Showing posts with label Phoebe Strole. Show all posts
Showing posts with label Phoebe Strole. Show all posts

Saturday, March 1, 2014

Kung Fu **

Although David Henry Hwang's biographical play about martial arts star Bruce Lee, now at Signature Theatre, comes to life fitfully during the many action sequences that skillfully combine martial arts, Chinese opera moves and modern dance, it is dragged down by sketchy "and then this happened next" scenes with surprisingly inert dialogue. It explores his difficult father-son relationship and his unending battle against the prevailing American image of Asian men, but simplifies or omits many facets of Lee's life in favor of what could pass for the comic book version. Allegedly, the work was originally conceived as a musical, but things didn't work out. Too bad -- that might have been considerably more interesting. Cole Horibe makes an impressive theatrical debut as Lee, Francis Jue is superb as his father and Bradley Fong is endearing in the double role of the young Lee and his son Brandon. Phoebe Strole does her best with the two-dimensional role of Lee's wife Linda. Clifton Duncan, in an amusing stroke of color-blind casting, is a convincing James Coburn. The remainder of the energetic cast are fine too. The play cuts off just as Lee achieves his big breakthrough, sparing us his tragic early death only a few years later. David Zinn's set is generic and unattractive. Anita Yavich's costumes are excellent. Director Leigh Silverman, who has done well with Hwang's work on other occasions, does what she can to hold it all together. There's no escaping the fact that this work is not Hwang at his best. Running time: two hours including intermission.

Sunday, February 10, 2013

The Madrid *

(Please click on the title to see the complete review.)
Alas, the curse that the theater gods apparently placed on Manhattan Theatre Club's Stage I at City Center has not yet lifted. On paper "The Madrid" looked like a sure thing. With a cast led by Edie Falco and including Frances Sternhagen and Christopher Evan Welch; a playwright, Liz Flahive, with a previous MTC success and a strong track record writing for Falco on "Nurse Jackie;" and a first-rate director, Leigh Silverman, who helmed Flahive's previous MTC play, what could possibly go wrong? Plenty, as  it turns out. Falco plays Martha, a teacher in a Chicago suburb who suddenly walks out on her family and job and starts a new life in a seedy downtown apartment named The Madrid. Her 20-year old daughter Sarah (Phoebe Strole) tries to find a connection with her. Her long-suffering husband John (John Ellison Conlee) copes by selling everything that reminds him of her. Their meddlesome, needy neighbor Becca (Heidi Schreck) and her slightly creepy husband Danny (Welch) try to help in counterproductive ways. Martha's mother Rose (the always fine Sternhagen) tries desperate measures to bring her daughter home. Becca and Danny's gangly 16-year-old son Dylan (Seth Clayton) provides a brief moment of comic relief. The trouble is that the proceedings offer so little to involve the viewer that, by the end of two long listless acts, I no longer cared why Martha left or whether she would return. David Zinn's multipurpose set is efficiently versatile and Emily Rebholz's costumes are fine. Silverman does her best with the hand she has been dealt. Running time: 2 hours, 20 minutes including intermission.

Friday, March 9, 2012

The Big Meal *

Do you like watching people eat? Do you enjoy listening to family squabbles in restaurants? If so, Playwrights Horizons has the play for you. It is playwright Dan LeFranc's conceit to present the story of five generations of a family through a series of short restaurant scenes. As the characters age, the actors keep changing the roles they play. Since the story is told sequentially, it's relatively easy to keep track of who's playing whom. The constant bickering quickly becomes tiresome. The periodic arrival of the server with a plate of food becomes a cause for dread. Tom Bloom and Anita Gillette stand out in a fine cast that includes Jennifer Mudge, David Wilson Barnes, Phoebe Strole, Cameron Scoggins, Rachel Resheff, Griffin Birney and Mollly Ward. With too few stirring scenes, the play becomes repetitive and tedious. The decision by this season's hot director Sam Gold (Seminar, Look Back in Anger, We Live Here) to freeze the action whenever someone starts to eat loses its effectiveness rapidly. The set and costumes are by David Zinn (Seminar, Completeness).The play seemed longer than its 90 minutes.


### Aim of the task
Copy out, from the data below, each line in which the word "Students" occurs.

---------- Provided data

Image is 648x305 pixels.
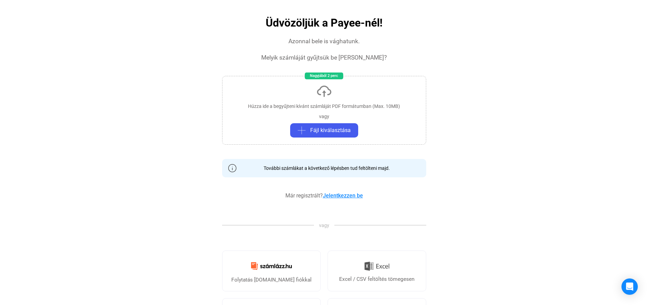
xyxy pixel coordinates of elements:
div: Excel / CSV feltöltés tömegesen [339,275,414,283]
div: Húzza ide a begyűjteni kívánt számláját PDF formátumban (Max. 10MB) [248,103,400,109]
a: Jelentkezzen be [323,192,363,199]
div: Folytatás [DOMAIN_NAME] fiókkal [231,275,311,283]
div: Nagyjából 2 perc [305,72,343,79]
h1: Üdvözöljük a Payee-nél! [265,17,382,29]
div: vagy [319,113,329,120]
button: plus-greyFájl kiválasztása [290,123,358,137]
span: vagy [314,222,334,228]
div: További számlákat a következő lépésben tud feltölteni majd. [258,165,390,171]
span: Fájl kiválasztása [310,126,350,134]
img: Excel [364,259,389,273]
img: Számlázz.hu [247,258,296,274]
a: Excel / CSV feltöltés tömegesen [327,250,426,291]
div: Melyik számláját gyűjtsük be [PERSON_NAME]? [261,53,386,62]
img: plus-grey [297,126,306,134]
img: info-grey-outline [228,164,236,172]
div: Azonnal bele is vághatunk. [288,37,360,45]
a: Folytatás [DOMAIN_NAME] fiókkal [222,250,321,291]
img: upload-cloud [316,83,332,99]
div: Már regisztrált? [285,191,363,200]
div: Open Intercom Messenger [621,278,637,294]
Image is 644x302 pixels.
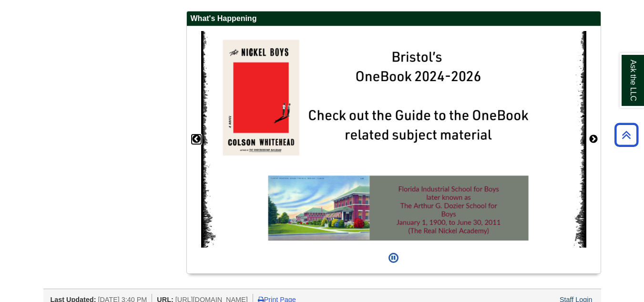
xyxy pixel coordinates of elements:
[201,31,586,248] img: The Nickel Boys OneBook
[611,128,641,141] a: Back to Top
[589,134,598,144] button: Next
[191,134,201,144] button: Previous
[187,11,601,26] h2: What's Happening
[385,247,401,268] button: Pause
[201,31,586,248] div: This box contains rotating images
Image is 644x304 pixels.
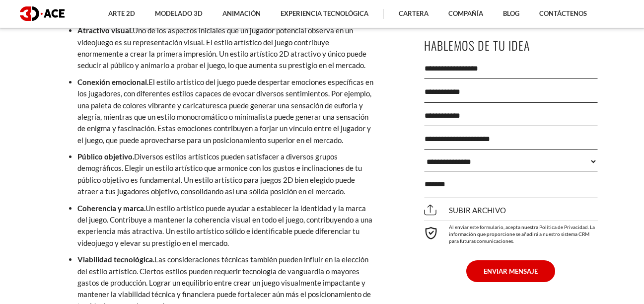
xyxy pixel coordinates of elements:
font: Al enviar este formulario, acepta nuestra Política de Privacidad. La información que proporcione ... [449,224,595,244]
font: Diversos estilos artísticos pueden satisfacer a diversos grupos demográficos. Elegir un estilo ar... [78,152,362,196]
font: Atractivo visual. [78,26,133,35]
font: Público objetivo. [78,152,134,161]
font: Subir archivo [449,205,506,214]
button: ENVIAR MENSAJE [466,260,555,282]
font: Coherencia y marca. [78,204,146,213]
font: ENVIAR MENSAJE [484,267,538,275]
font: Hablemos de tu idea [424,36,530,54]
font: Un estilo artístico puede ayudar a establecer la identidad y la marca del juego. Contribuye a man... [78,204,373,247]
font: Conexión emocional. [78,78,148,86]
font: El estilo artístico del juego puede despertar emociones específicas en los jugadores, con diferen... [78,78,374,145]
font: Viabilidad tecnológica. [78,255,155,264]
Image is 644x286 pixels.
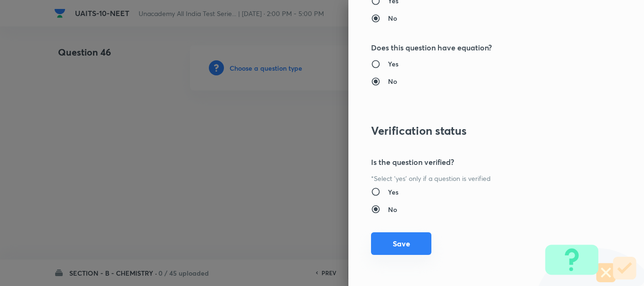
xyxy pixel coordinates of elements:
[371,232,431,255] button: Save
[371,42,590,53] h5: Does this question have equation?
[371,157,590,168] h5: Is the question verified?
[388,205,397,214] h6: No
[388,13,397,23] h6: No
[388,59,398,69] h6: Yes
[388,76,397,86] h6: No
[371,173,590,183] p: *Select 'yes' only if a question is verified
[388,187,398,197] h6: Yes
[371,124,590,137] h3: Verification status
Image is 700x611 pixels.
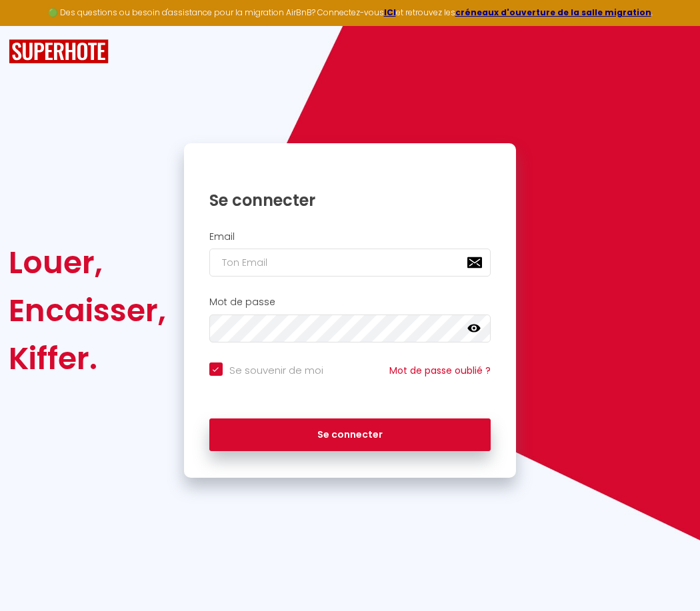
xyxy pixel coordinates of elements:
h1: Se connecter [210,190,491,211]
h2: Mot de passe [210,297,491,308]
a: ICI [383,6,396,18]
h2: Email [210,231,491,243]
input: Ton Email [210,249,491,277]
a: créneaux d'ouverture de la salle migration [455,6,651,18]
button: Se connecter [210,418,491,452]
img: SuperHote logo [9,39,109,64]
a: Mot de passe oublié ? [389,364,490,377]
div: Louer, [9,239,166,286]
div: Kiffer. [9,334,166,383]
div: Encaisser, [9,286,166,334]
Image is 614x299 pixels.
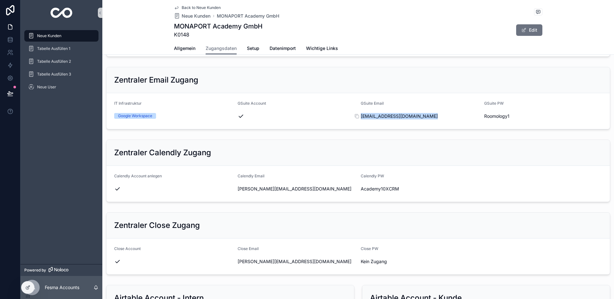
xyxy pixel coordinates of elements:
span: Datenimport [270,45,296,51]
span: [EMAIL_ADDRESS][DOMAIN_NAME] [361,113,479,119]
a: Neue User [24,81,98,93]
span: Calendly Account anlegen [114,173,162,178]
img: App logo [51,8,73,18]
a: Neue Kunden [24,30,98,42]
a: MONAPORT Academy GmbH [217,13,279,19]
a: Zugangsdaten [206,43,237,55]
span: Setup [247,45,259,51]
div: Google Workspace [118,113,152,119]
h2: Zentraler Email Zugang [114,75,198,85]
a: Datenimport [270,43,296,55]
span: Wichtige Links [306,45,338,51]
span: Back to Neue Kunden [182,5,221,10]
span: Neue Kunden [182,13,210,19]
span: Allgemein [174,45,195,51]
span: Close PW [361,246,378,251]
span: Tabelle Ausfüllen 2 [37,59,71,64]
span: Roomology1 [484,113,602,119]
span: Zugangsdaten [206,45,237,51]
span: [PERSON_NAME][EMAIL_ADDRESS][DOMAIN_NAME] [238,258,356,264]
span: Calendly Email [238,173,264,178]
span: Academy10XCRM [361,185,479,192]
p: Fesma Accounts [45,284,79,290]
a: Tabelle Ausfüllen 3 [24,68,98,80]
span: Kein Zugang [361,258,479,264]
a: Powered by [20,264,102,276]
a: Allgemein [174,43,195,55]
h2: Zentraler Close Zugang [114,220,200,230]
span: Neue Kunden [37,33,61,38]
div: scrollable content [20,26,102,101]
h2: Zentraler Calendly Zugang [114,147,211,158]
a: Tabelle Ausfüllen 2 [24,56,98,67]
span: Tabelle Ausfüllen 3 [37,72,71,77]
span: GSuite Email [361,101,384,106]
span: IT Infrastruktur [114,101,142,106]
span: Powered by [24,267,46,272]
a: Tabelle Ausfüllen 1 [24,43,98,54]
a: Setup [247,43,259,55]
span: Tabelle Ausfüllen 1 [37,46,70,51]
span: GSuite Account [238,101,266,106]
span: [PERSON_NAME][EMAIL_ADDRESS][DOMAIN_NAME] [238,185,356,192]
a: Wichtige Links [306,43,338,55]
a: Neue Kunden [174,13,210,19]
span: Calendly PW [361,173,384,178]
button: Edit [516,24,542,36]
span: K0148 [174,31,263,38]
span: Neue User [37,84,56,90]
span: GSuite PW [484,101,504,106]
a: Back to Neue Kunden [174,5,221,10]
h1: MONAPORT Academy GmbH [174,22,263,31]
span: Close Email [238,246,259,251]
span: Close Account [114,246,141,251]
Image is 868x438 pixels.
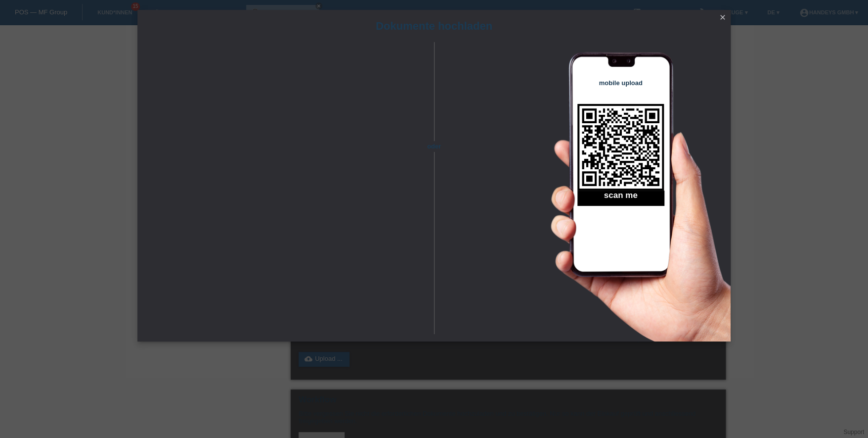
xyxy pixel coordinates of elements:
[577,190,664,205] h2: scan me
[719,13,727,21] i: close
[577,79,664,87] h4: mobile upload
[416,141,451,152] span: oder
[716,13,729,24] a: close
[152,67,416,314] iframe: Upload
[137,20,731,32] h1: Dokumente hochladen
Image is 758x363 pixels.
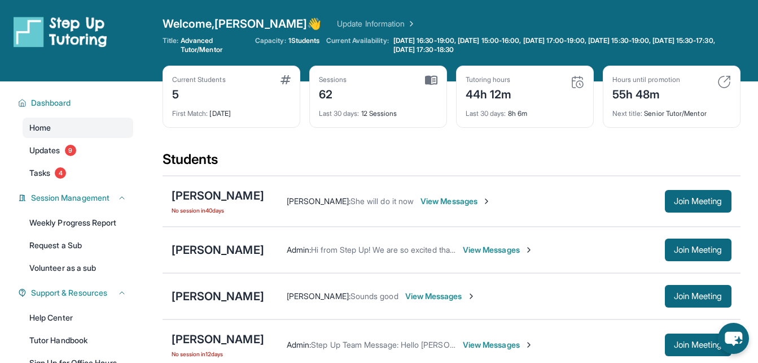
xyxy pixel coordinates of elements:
[525,245,534,254] img: Chevron-Right
[281,75,291,84] img: card
[674,246,723,253] span: Join Meeting
[172,242,264,258] div: [PERSON_NAME]
[718,75,731,89] img: card
[351,291,399,300] span: Sounds good
[425,75,438,85] img: card
[172,188,264,203] div: [PERSON_NAME]
[27,287,127,298] button: Support & Resources
[172,102,291,118] div: [DATE]
[23,235,133,255] a: Request a Sub
[613,75,681,84] div: Hours until promotion
[421,195,491,207] span: View Messages
[326,36,389,54] span: Current Availability:
[55,167,66,178] span: 4
[613,84,681,102] div: 55h 48m
[674,341,723,348] span: Join Meeting
[391,36,741,54] a: [DATE] 16:30-19:00, [DATE] 15:00-16:00, [DATE] 17:00-19:00, [DATE] 15:30-19:00, [DATE] 15:30-17:3...
[172,75,226,84] div: Current Students
[31,287,107,298] span: Support & Resources
[463,339,534,350] span: View Messages
[65,145,76,156] span: 9
[23,258,133,278] a: Volunteer as a sub
[613,109,643,117] span: Next title :
[29,167,50,178] span: Tasks
[31,192,110,203] span: Session Management
[287,245,311,254] span: Admin :
[172,349,264,358] span: No session in 12 days
[172,109,208,117] span: First Match :
[466,109,507,117] span: Last 30 days :
[718,322,749,354] button: chat-button
[287,339,311,349] span: Admin :
[394,36,739,54] span: [DATE] 16:30-19:00, [DATE] 15:00-16:00, [DATE] 17:00-19:00, [DATE] 15:30-19:00, [DATE] 15:30-17:3...
[29,122,51,133] span: Home
[319,102,438,118] div: 12 Sessions
[674,198,723,204] span: Join Meeting
[23,163,133,183] a: Tasks4
[665,190,732,212] button: Join Meeting
[287,196,351,206] span: [PERSON_NAME] :
[27,97,127,108] button: Dashboard
[23,307,133,328] a: Help Center
[287,291,351,300] span: [PERSON_NAME] :
[337,18,416,29] a: Update Information
[23,330,133,350] a: Tutor Handbook
[172,331,264,347] div: [PERSON_NAME]
[14,16,107,47] img: logo
[571,75,585,89] img: card
[163,150,741,175] div: Students
[466,84,512,102] div: 44h 12m
[665,333,732,356] button: Join Meeting
[163,16,322,32] span: Welcome, [PERSON_NAME] 👋
[319,84,347,102] div: 62
[163,36,178,54] span: Title:
[319,109,360,117] span: Last 30 days :
[405,18,416,29] img: Chevron Right
[23,212,133,233] a: Weekly Progress Report
[23,140,133,160] a: Updates9
[525,340,534,349] img: Chevron-Right
[351,196,414,206] span: She will do it now
[466,75,512,84] div: Tutoring hours
[319,75,347,84] div: Sessions
[463,244,534,255] span: View Messages
[405,290,476,302] span: View Messages
[181,36,248,54] span: Advanced Tutor/Mentor
[172,84,226,102] div: 5
[27,192,127,203] button: Session Management
[172,206,264,215] span: No session in 40 days
[665,285,732,307] button: Join Meeting
[255,36,286,45] span: Capacity:
[29,145,60,156] span: Updates
[665,238,732,261] button: Join Meeting
[674,293,723,299] span: Join Meeting
[289,36,320,45] span: 1 Students
[31,97,71,108] span: Dashboard
[23,117,133,138] a: Home
[172,288,264,304] div: [PERSON_NAME]
[467,291,476,300] img: Chevron-Right
[482,197,491,206] img: Chevron-Right
[613,102,731,118] div: Senior Tutor/Mentor
[466,102,585,118] div: 8h 6m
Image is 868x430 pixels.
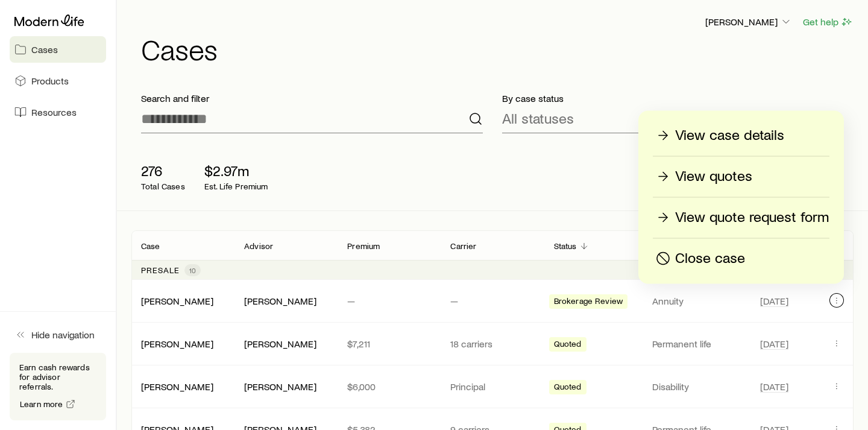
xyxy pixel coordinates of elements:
span: [DATE] [760,294,789,307]
span: Quoted [554,382,582,394]
span: Hide navigation [31,328,95,341]
p: — [347,294,431,307]
button: Close case [653,248,829,269]
p: By case status [502,92,844,105]
div: Earn cash rewards for advisor referrals.Learn more [10,353,107,420]
p: View quote request form [675,208,829,228]
p: View quotes [675,167,753,186]
p: Case [141,241,161,251]
button: [PERSON_NAME] [705,15,792,29]
div: [PERSON_NAME] [141,338,213,351]
div: [PERSON_NAME] [141,294,213,307]
p: Premium [347,241,380,251]
span: [DATE] [760,381,789,392]
p: Search and filter [141,92,482,105]
span: Cases [31,44,58,55]
span: [DATE] [760,338,789,350]
a: [PERSON_NAME] [141,338,213,349]
a: View case details [653,125,829,146]
a: Products [10,68,107,94]
button: Hide navigation [10,322,107,348]
p: Total Cases [141,181,185,191]
p: All statuses [502,109,574,127]
h1: Cases [141,34,853,63]
div: [PERSON_NAME] [244,381,317,393]
p: 18 carriers [450,338,534,350]
a: [PERSON_NAME] [141,381,213,392]
p: Annuity [652,294,746,307]
p: Est. Life Premium [204,181,268,191]
p: Status [554,241,577,251]
a: View quote request form [653,207,829,229]
button: Get help [802,15,853,29]
span: Resources [31,107,77,118]
p: 276 [141,162,185,179]
p: Presale [141,265,179,275]
p: View case details [675,126,785,145]
p: Carrier [450,241,477,251]
p: Permanent life [652,338,746,350]
a: View quotes [653,167,829,188]
span: Quoted [554,339,582,352]
p: $6,000 [347,381,431,392]
span: Products [31,75,69,87]
p: Close case [675,249,745,268]
span: Learn more [20,400,63,408]
p: Advisor [244,241,273,251]
p: Principal [450,381,534,392]
a: [PERSON_NAME] [141,294,213,306]
a: Cases [10,36,107,63]
a: Resources [10,99,107,125]
p: Disability [652,381,746,392]
span: 10 [189,265,196,275]
div: [PERSON_NAME] [244,294,317,307]
p: Earn cash rewards for advisor referrals. [19,362,97,391]
span: Brokerage Review [554,296,623,309]
p: — [450,294,534,307]
p: [PERSON_NAME] [705,15,792,28]
div: [PERSON_NAME] [244,338,317,351]
div: [PERSON_NAME] [141,381,213,393]
p: $2.97m [204,162,268,179]
p: $7,211 [347,338,431,350]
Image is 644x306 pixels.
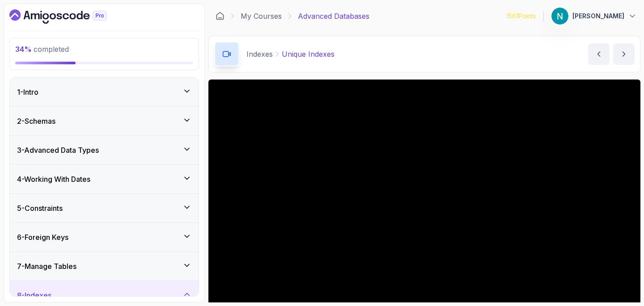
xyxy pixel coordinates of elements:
[10,194,199,222] button: 5-Constraints
[17,261,76,272] h3: 7 - Manage Tables
[15,45,32,54] span: 34 %
[216,12,225,21] a: Dashboard
[10,252,199,281] button: 7-Manage Tables
[247,49,273,60] p: Indexes
[10,223,199,252] button: 6-Foreign Keys
[17,116,55,126] h3: 2 - Schemas
[17,174,90,184] h3: 4 - Working With Dates
[589,250,644,293] iframe: chat widget
[17,87,39,98] h3: 1 - Intro
[17,145,99,155] h3: 3 - Advanced Data Types
[10,165,199,193] button: 4-Working With Dates
[573,12,625,21] p: [PERSON_NAME]
[551,7,637,25] button: user profile image[PERSON_NAME]
[298,10,370,22] p: Advanced Databases
[613,43,635,65] button: next content
[17,290,52,301] h3: 8 - Indexes
[17,203,63,213] h3: 5 - Constraints
[589,43,610,65] button: previous content
[10,136,199,164] button: 3-Advanced Data Types
[241,10,282,22] a: My Courses
[282,49,335,60] p: Unique Indexes
[10,78,199,107] button: 1-Intro
[10,107,199,135] button: 2-Schemas
[551,7,569,25] img: user profile image
[17,232,69,243] h3: 6 - Foreign Keys
[10,10,128,24] a: Dashboard
[507,12,536,21] p: 1561 Points
[15,45,69,54] span: completed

--------------------

### Answer section
[172,75,226,84] div: Current Students
[163,150,741,175] div: Students
[289,36,320,45] span: 1 Students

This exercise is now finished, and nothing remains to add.